How thalamus–prefrontal brain connections develop during adolescence

Thalamo-prefrontal circuit maturation during adolescence

NIH-funded research New York State Psychiatric Institute Dba Research Foundation for Mental Hygiene, INC · NIH-11295461

Researchers are looking at whether reduced thalamus activity in adolescence changes how the front part of the brain matures, to better understand cognitive problems that can appear in teens and young adults at risk for schizophrenia.

Quick facts

Grant typeR01 grant
Study typeNIH-funded research
Funding institutionNew York State Psychiatric Institute Dba Research Foundation for Mental Hygiene, INC NIH-funded
Lab location1 site (New York, United States)
Project IDNIH-11295461 on NIH RePORTER

What this research studies

This project uses mice to model how thalamic signals shape prefrontal cortex development during a teen-like period versus adulthood. The team reduces activity in thalamic areas that project to the prefrontal cortex during adolescent-equivalent and adult time windows, then measures long-term changes in wiring, neuron communication, and behavior. They test cognitive outcomes relevant to attention and flexible thinking and record neuronal activity patterns linked to task performance. Results aim to show whether adolescence is a sensitive window when disrupted thalamic input leads to lasting prefrontal and cognitive changes.

Who could benefit from this research

Good fit: This grant does not enroll people now; its findings may later apply to adolescents or young adults at high risk for schizophrenia or those with early cognitive symptoms.

Not a fit: People without developmental or thalamus-related causes for their symptoms, or conditions unrelated to prefrontal circuit maturation, may not see direct benefit from these results.

Why it matters

Potential benefit: If successful, the work could identify how disruptions in thalamus–prefrontal development during adolescence lead to lasting cognitive problems and suggest timing and targets for early interventions to prevent or reduce schizophrenia-related deficits.

How similar studies have performed: Human imaging and animal work have shown reduced thalamo-prefrontal connectivity before schizophrenia onset and that thalamic input guides cortical maturation, but using adolescent-specific thalamic inhibition to produce lasting prefrontal and cognitive changes is a relatively new approach.

Where this research is happening

New York, United States

Researchers

About this research

  1. This is an active NIH-funded research project — typically early-stage science, not a clinical trial accepting patient enrollment.
  2. Some NIH-funded labs run parallel clinical studies or seek volunteers for related work. To check, contact the principal investigator or institution listed above.
  3. For full project details, budget, and progress reports, visit the official NIH RePORTER page below.
Last reviewed 2026-06-13 by the Find a Trial editorial team. Information on this page is for educational purposes and is not medical advice. Always consult qualified healthcare professionals about clinical trial participation.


# REQUIRED ACTION
Search the material for "their" and copy each line in which it is found.
━━━━━━━━━━━━━━━━━━━━━━━━━━━━━━
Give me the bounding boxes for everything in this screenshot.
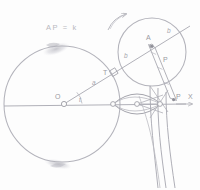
label-radius-b-left: b <box>124 52 128 59</box>
label-point-t: T <box>103 69 108 76</box>
figure-canvas: AP = k O t a T b A b P P X <box>0 0 200 190</box>
equation-label: AP = k <box>46 23 78 32</box>
label-point-a: A <box>146 34 151 41</box>
rotation-arrow-icon <box>108 14 127 30</box>
label-radius-b-right: b <box>167 27 171 34</box>
segment-strip-ap <box>149 45 177 102</box>
label-point-p-axis: P <box>176 93 181 100</box>
label-angle-t: t <box>79 96 81 103</box>
label-segment-p: P <box>163 56 168 63</box>
point-o <box>61 101 66 106</box>
label-point-o: O <box>55 93 61 100</box>
label-axis-x: X <box>188 93 193 100</box>
line-o-to-a <box>64 26 190 104</box>
label-radius-a: a <box>92 79 96 86</box>
smudge-top <box>41 39 71 58</box>
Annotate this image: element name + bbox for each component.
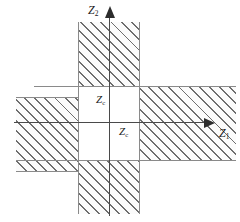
z2-axis-line — [109, 18, 110, 216]
z2-axis-label: Z2 — [88, 4, 98, 18]
z1-axis-label: Z1 — [219, 127, 229, 141]
horizontal-band-left-arm-bottom-edge — [16, 171, 79, 172]
horizontal-band-bottom-edge — [16, 160, 236, 161]
vertical-band-left-edge — [78, 22, 79, 214]
technical-diagram: Z2 Z1 Zc Zc — [0, 0, 240, 222]
z2-axis-label-subscript: 2 — [95, 9, 99, 18]
zc-lower-right-subscript: c — [125, 131, 128, 138]
z1-axis-label-base: Z — [219, 126, 226, 140]
zc-upper-left-subscript: c — [102, 99, 105, 106]
zc-label-lower-right: Zc — [119, 126, 128, 139]
z2-axis-label-base: Z — [88, 3, 95, 17]
horizontal-band-left-arm-top-edge — [16, 97, 79, 98]
z1-axis-line — [14, 122, 210, 123]
z1-axis-arrowhead — [204, 118, 215, 128]
region-horizontal-band-right — [140, 86, 236, 161]
z2-axis-arrowhead — [105, 6, 115, 18]
z1-axis-label-subscript: 1 — [226, 132, 230, 141]
horizontal-band-top-edge — [34, 86, 236, 87]
vertical-band-right-edge — [139, 22, 140, 214]
zc-label-upper-left: Zc — [96, 94, 105, 107]
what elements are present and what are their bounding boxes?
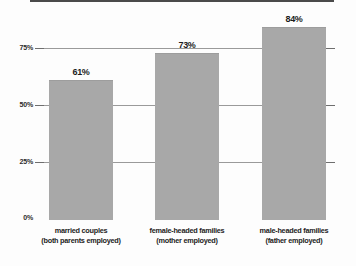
- bar-male-headed-families: [262, 27, 326, 220]
- x-axis-line: [30, 0, 334, 2]
- ytick-mark-75: [35, 48, 44, 49]
- category-label-male-headed-families: male-headed families (father employed): [234, 226, 354, 246]
- category-label-line1: male-headed families: [260, 226, 329, 235]
- category-label-line2: (both parents employed): [21, 236, 141, 246]
- ytick-mark-right-75: [326, 48, 335, 49]
- ytick-label-75-wrap: 75%: [0, 44, 33, 52]
- ytick-label-0-wrap: 0%: [0, 214, 33, 222]
- bar-chart: 75% 50% 25% 0% 61% 73% 84% married coupl…: [0, 0, 356, 266]
- category-label-female-headed-families: female-headed families (mother employed): [127, 226, 247, 246]
- bar-value-label: 73%: [155, 40, 219, 50]
- bar-married-couples: [49, 80, 113, 220]
- ytick-mark-right-50: [326, 105, 335, 106]
- ytick-mark-25: [35, 162, 44, 163]
- ytick-mark-right-25: [326, 162, 335, 163]
- ytick-mark-50: [35, 105, 44, 106]
- category-label-line2: (mother employed): [127, 236, 247, 246]
- ytick-label-25-wrap: 25%: [0, 158, 33, 166]
- ytick-label-25: 25%: [3, 158, 33, 166]
- ytick-label-75: 75%: [3, 44, 33, 52]
- ytick-label-0: 0%: [3, 214, 33, 222]
- ytick-label-50: 50%: [3, 101, 33, 109]
- bar-value-label: 84%: [262, 14, 326, 24]
- bar-female-headed-families: [155, 53, 219, 220]
- category-label-line1: female-headed families: [150, 226, 225, 235]
- plot-area: 75% 50% 25% 0% 61% 73% 84% married coupl…: [0, 0, 356, 266]
- category-label-line1: married couples: [55, 226, 108, 235]
- category-label-line2: (father employed): [234, 236, 354, 246]
- ytick-label-50-wrap: 50%: [0, 101, 33, 109]
- bar-value-label: 61%: [49, 67, 113, 77]
- category-label-married-couples: married couples (both parents employed): [21, 226, 141, 246]
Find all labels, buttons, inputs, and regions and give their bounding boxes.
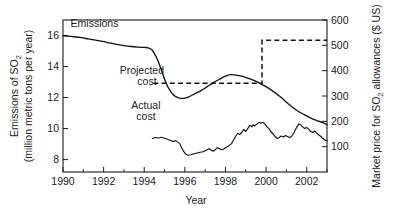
y-left-tick-label-10: 10: [47, 122, 59, 134]
series-actual-cost-line: [152, 122, 327, 155]
x-axis-title: Year: [185, 194, 207, 206]
series-emissions-line: [63, 36, 327, 125]
x-tick-label-2000: 2000: [254, 175, 278, 187]
y-left-tick-label-12: 12: [47, 91, 59, 103]
y-right-tick-label-500: 500: [331, 39, 349, 51]
y-right-tick-label-300: 300: [331, 90, 349, 102]
y-right-tick-label-600: 600: [331, 14, 349, 26]
x-tick-label-2002: 2002: [295, 175, 319, 187]
so2-emissions-allowance-price-chart: 1990199219941996199820002002 810121416 1…: [0, 0, 394, 217]
x-tick-label-1990: 1990: [51, 175, 75, 187]
x-tick-label-1998: 1998: [214, 175, 238, 187]
chart-figure: 1990199219941996199820002002 810121416 1…: [0, 0, 394, 217]
y-left-tick-label-16: 16: [47, 29, 59, 41]
plot-frame: [63, 20, 327, 172]
y-axis-right-tick-labels: 100200300400500600: [331, 14, 349, 153]
y-right-tick-label-200: 200: [331, 115, 349, 127]
annotation-projected-cost-line2: cost: [137, 75, 156, 87]
y-left-tick-label-8: 8: [53, 153, 59, 165]
y-axis-left-title-line1: Emissions of SO2: [8, 55, 23, 137]
y-right-tick-label-100: 100: [331, 140, 349, 152]
x-axis-major-ticks: [63, 167, 307, 172]
y-axis-left-title-line2: (million metric tons per year): [22, 30, 34, 162]
y-axis-left-tick-labels: 810121416: [47, 29, 59, 165]
y-right-tick-label-400: 400: [331, 64, 349, 76]
annotation-actual-cost-line2: cost: [136, 110, 155, 122]
y-axis-right-ticks: [322, 20, 327, 147]
y-left-tick-label-14: 14: [47, 60, 59, 72]
series-projected-cost-line: [153, 40, 327, 83]
y-axis-left-ticks: [63, 36, 68, 160]
x-tick-label-1996: 1996: [173, 175, 197, 187]
x-tick-label-1994: 1994: [133, 175, 157, 187]
annotation-emissions: Emissions: [71, 17, 119, 29]
y-axis-right-title: Market price for SO2 allowances ($ US): [370, 4, 385, 187]
x-tick-label-1992: 1992: [92, 175, 116, 187]
x-axis-tick-labels: 1990199219941996199820002002: [51, 175, 318, 187]
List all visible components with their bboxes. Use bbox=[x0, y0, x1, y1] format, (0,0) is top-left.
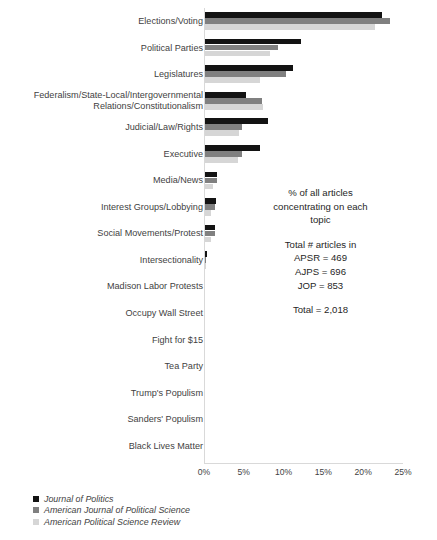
bar-1 bbox=[205, 45, 278, 51]
bar-group bbox=[205, 380, 437, 407]
bar-group bbox=[205, 88, 437, 115]
category-row: Elections/Voting bbox=[0, 8, 437, 35]
annotation-spacer-2 bbox=[238, 292, 403, 303]
category-label: Judicial/Law/Rights bbox=[0, 122, 203, 133]
category-label: Political Parties bbox=[0, 43, 203, 54]
category-label: Fight for $15 bbox=[0, 335, 203, 346]
category-row: Black Lives Matter bbox=[0, 433, 437, 460]
category-label: Trump's Populism bbox=[0, 388, 203, 399]
bar-2 bbox=[205, 104, 263, 110]
annotation-description: % of all articlesconcentrating on eachto… bbox=[238, 186, 403, 227]
x-axis-tick: 0% bbox=[184, 467, 224, 477]
category-label: Occupy Wall Street bbox=[0, 308, 203, 319]
legend-item[interactable]: American Political Science Review bbox=[33, 516, 333, 528]
bar-group bbox=[205, 327, 437, 354]
category-label: Intersectionality bbox=[0, 255, 203, 266]
bar-group bbox=[205, 141, 437, 168]
bar-2 bbox=[205, 51, 270, 57]
bar-group bbox=[205, 35, 437, 62]
bar-group bbox=[205, 406, 437, 433]
chart-annotation: % of all articlesconcentrating on eachto… bbox=[238, 186, 403, 317]
bar-0 bbox=[205, 172, 217, 178]
category-label: Interest Groups/Lobbying bbox=[0, 202, 203, 213]
bar-0 bbox=[205, 39, 301, 45]
x-axis: 0%5%10%15%20%25% bbox=[0, 463, 437, 485]
chart-legend: Journal of PoliticsAmerican Journal of P… bbox=[33, 493, 333, 528]
annotation-total-line: JOP = 853 bbox=[238, 279, 403, 293]
category-row: Executive bbox=[0, 141, 437, 168]
bar-2 bbox=[205, 263, 206, 269]
bar-0 bbox=[205, 198, 216, 204]
category-row: Sanders' Populism bbox=[0, 406, 437, 433]
bar-1 bbox=[205, 71, 286, 77]
category-row: Trump's Populism bbox=[0, 380, 437, 407]
bar-group bbox=[205, 8, 437, 35]
bar-group bbox=[205, 61, 437, 88]
category-row: Tea Party bbox=[0, 353, 437, 380]
bar-0 bbox=[205, 145, 260, 151]
category-label: Sanders' Populism bbox=[0, 414, 203, 425]
annotation-totals: Total # articles inAPSR = 469AJPS = 696J… bbox=[238, 238, 403, 292]
annotation-total-line: APSR = 469 bbox=[238, 251, 403, 265]
x-axis-line bbox=[204, 463, 403, 464]
bar-chart: Elections/VotingPolitical PartiesLegisla… bbox=[0, 0, 437, 540]
category-label: Media/News bbox=[0, 175, 203, 186]
x-axis-tick: 10% bbox=[264, 467, 304, 477]
bar-0 bbox=[205, 225, 215, 231]
bar-2 bbox=[205, 237, 211, 243]
legend-item[interactable]: American Journal of Political Science bbox=[33, 505, 333, 517]
bar-2 bbox=[205, 24, 375, 30]
annotation-line: % of all articles bbox=[238, 186, 403, 200]
legend-swatch-icon bbox=[33, 507, 39, 513]
category-row: Federalism/State-Local/Intergovernmental… bbox=[0, 88, 437, 115]
plot-area: Elections/VotingPolitical PartiesLegisla… bbox=[0, 0, 437, 470]
category-label: Tea Party bbox=[0, 361, 203, 372]
bar-1 bbox=[205, 151, 242, 157]
legend-swatch-icon bbox=[33, 496, 39, 502]
category-label: Elections/Voting bbox=[0, 16, 203, 27]
legend-label: Journal of Politics bbox=[44, 494, 114, 504]
x-axis-tick: 25% bbox=[383, 467, 423, 477]
category-label: Legislatures bbox=[0, 69, 203, 80]
annotation-spacer-1 bbox=[238, 227, 403, 238]
annotation-total-line: AJPS = 696 bbox=[238, 265, 403, 279]
bar-1 bbox=[205, 204, 215, 210]
category-row: Legislatures bbox=[0, 61, 437, 88]
bar-1 bbox=[205, 257, 206, 263]
bar-group bbox=[205, 353, 437, 380]
bar-2 bbox=[205, 184, 213, 190]
bar-0 bbox=[205, 118, 268, 124]
bar-group bbox=[205, 433, 437, 460]
category-row: Judicial/Law/Rights bbox=[0, 114, 437, 141]
annotation-line: concentrating on each bbox=[238, 200, 403, 214]
bar-1 bbox=[205, 18, 390, 24]
bar-0 bbox=[205, 251, 207, 257]
bar-1 bbox=[205, 178, 217, 184]
bar-1 bbox=[205, 124, 242, 130]
category-label: Executive bbox=[0, 149, 203, 160]
annotation-grand-total: Total = 2,018 bbox=[238, 303, 403, 317]
bar-group bbox=[205, 114, 437, 141]
legend-swatch-icon bbox=[33, 519, 39, 525]
category-label: Social Movements/Protest bbox=[0, 228, 203, 239]
annotation-line: topic bbox=[238, 213, 403, 227]
bar-0 bbox=[205, 12, 382, 18]
x-axis-tick: 15% bbox=[303, 467, 343, 477]
category-row: Political Parties bbox=[0, 35, 437, 62]
legend-label: American Political Science Review bbox=[44, 517, 180, 527]
bar-2 bbox=[205, 77, 260, 83]
annotation-total-line: Total # articles in bbox=[238, 238, 403, 252]
legend-item[interactable]: Journal of Politics bbox=[33, 493, 333, 505]
x-axis-tick: 20% bbox=[343, 467, 383, 477]
category-row: Fight for $15 bbox=[0, 327, 437, 354]
x-axis-tick: 5% bbox=[224, 467, 264, 477]
bar-0 bbox=[205, 92, 246, 98]
bar-0 bbox=[205, 65, 293, 71]
bar-1 bbox=[205, 231, 215, 237]
category-label: Madison Labor Protests bbox=[0, 281, 203, 292]
category-label: Black Lives Matter bbox=[0, 441, 203, 452]
bar-2 bbox=[205, 157, 238, 163]
bar-2 bbox=[205, 130, 239, 136]
bar-1 bbox=[205, 98, 262, 104]
category-label: Federalism/State-Local/Intergovernmental… bbox=[0, 90, 203, 111]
━━━━━━━━━━━━━━━━━━━━━━━━━━━━━━
# RESPONSE AREA
what elements are present and what are their bounding boxes?
Find all labels, buttons, inputs, and regions and give their bounding boxes.
List all visible components with their bboxes. Use bbox=[x0, y0, x1, y1] format, (0,0) is top-left.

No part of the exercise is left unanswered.